At an early age, children are taught by their parents to behave according to the principle of filial piety. The family is the school in which the child learns the respect rules in both behavior and linguistic response. Filial piety consists of loving, respecting, and obeying one's parents. Talking back or acting contrary to the wishes of one's parents is evidence of lack of filial piety. For the Vietnamese, the obligation to obey his parents does not end with coming of age or marriage. Filial piety also means solicitude and support to one's parents, chiefly in their old age. Vietnamese elderly people never live by themselves or in nursing homes but with one of their children, usually their eldest son. This obligation is not discontinued by the parents' death. It survives in the form of ancestral cult and the maintenance of ancestral tombs. Ancestor worship is practised in most, if not all, Vietnamese homes even in the homes of Viettnamese people living overseas.

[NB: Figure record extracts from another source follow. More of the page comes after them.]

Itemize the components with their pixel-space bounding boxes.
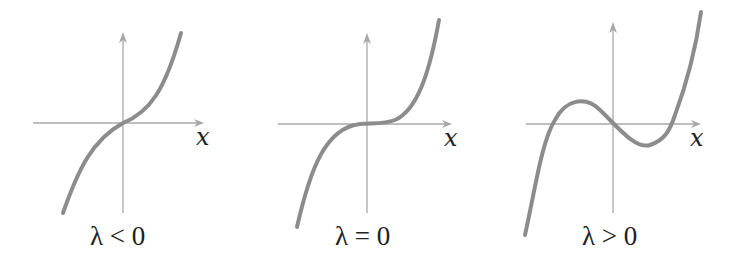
x-axis-label: x [196,123,210,151]
panel-caption: λ > 0 [582,221,637,251]
panel-lambda-zero: x λ = 0 [278,20,458,251]
panel-caption: λ = 0 [335,221,390,251]
x-axis-label: x [444,124,458,152]
panel-lambda-positive: x λ > 0 [525,12,704,251]
cubic-graphs-figure: x λ < 0 x λ = 0 x λ > 0 [0,0,739,260]
panel-lambda-negative: x λ < 0 [33,32,210,251]
panel-caption: λ < 0 [90,221,145,251]
x-axis-label: x [690,124,704,152]
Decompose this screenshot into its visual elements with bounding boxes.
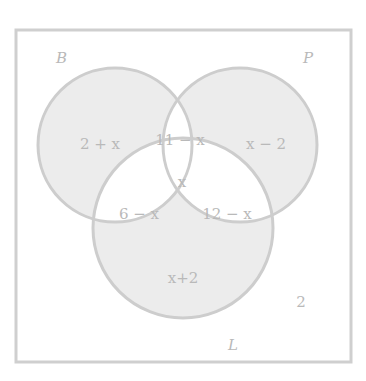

The child who lacks filial piety is rejected and ostracized by other members of the family and comnlunity. The worst insult which a Vietnamese can receive and by which he is deeply wounded is the ex- pression "lack filial piety" (con bat hieu).

Sibling relationships

In Vietnamese culture, the relationship between siblings is determined by the principle of seniority, which requires younger siblings to respect and obey older ones. The eldest brother is entrusted with a heavy responsibility that of substituting for the parents in case of emergency. He is considered by his siblings as their leader. Concord and love among siblings is a token of happy and virtuous family.

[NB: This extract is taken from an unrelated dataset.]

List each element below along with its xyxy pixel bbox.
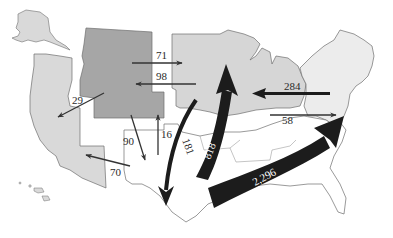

Attitude towards relatives

As with members of the immediate family, members of the extended family are boud together by a strong sense of collective responsibility and mutual obligation. The notion of blood relalionship is always present in the mind of the Vietnamese. In honor or in disgrace, members of the extended family will share the same fate as if they were members of the immediate family. They are expected to give one another moral and material assistance, especially in time of stress. On the social and political planes, this strong sense of loyalty to the extended family tends to encourage the spirit of sectarianism and nepotism.

The notion of family ties is imprinted in the mind of the Vietnamese because of the importance of filial piety. Respect and love are demanded of young people to members of the parental generation and above. Uncles and aunts must be treated with respect as if they were one's own parents. In addition to the consciousness of blood relationships and the linguistic ties that reinforce kinship relationships and age seniority, members of the Vietnamese extended family are closely bound by the common veneration of the dead. Ancestor worship is a hyphen between the dead and the living and a strong tie between members sharing the same ancestry. Through such rites as the cleaning of the ancestral tombs (täo-m) and celebration of ancestral death anniversaries (ngày gi‡), which all members of the extended family are expected to attend, the ties which bind the Vietnamese to other members of his family are reinforced.

In the last decades the Vietnamese family insitution has been attacked on all fronts. The Western doctrine of individualism advocated the liberation of the individual from the encroachment of the family upon his personal freedom. Under the communist regime, the state replaced parents in the filial piety relationship, and children were taught to spy on their own parents and report to the Party any subversive talk or behavior. The war devastated the countryside and brought people to the cities where narrow spaces were not suitable to the pattern of the extended family. Since 1975, with the communist takeover of the whole country and the tragic exodus of the Vietnamese people throughout the world to search for freedom, the Vietnamese family has become increasingly broken and separated by distance. Husbands and wives, fathers and sons, mothers and daughters live thousands and thousands of miles apart. But despite of all this, deep family feelings and ties are still strong and the Vietnamese family concept still survives through time and change.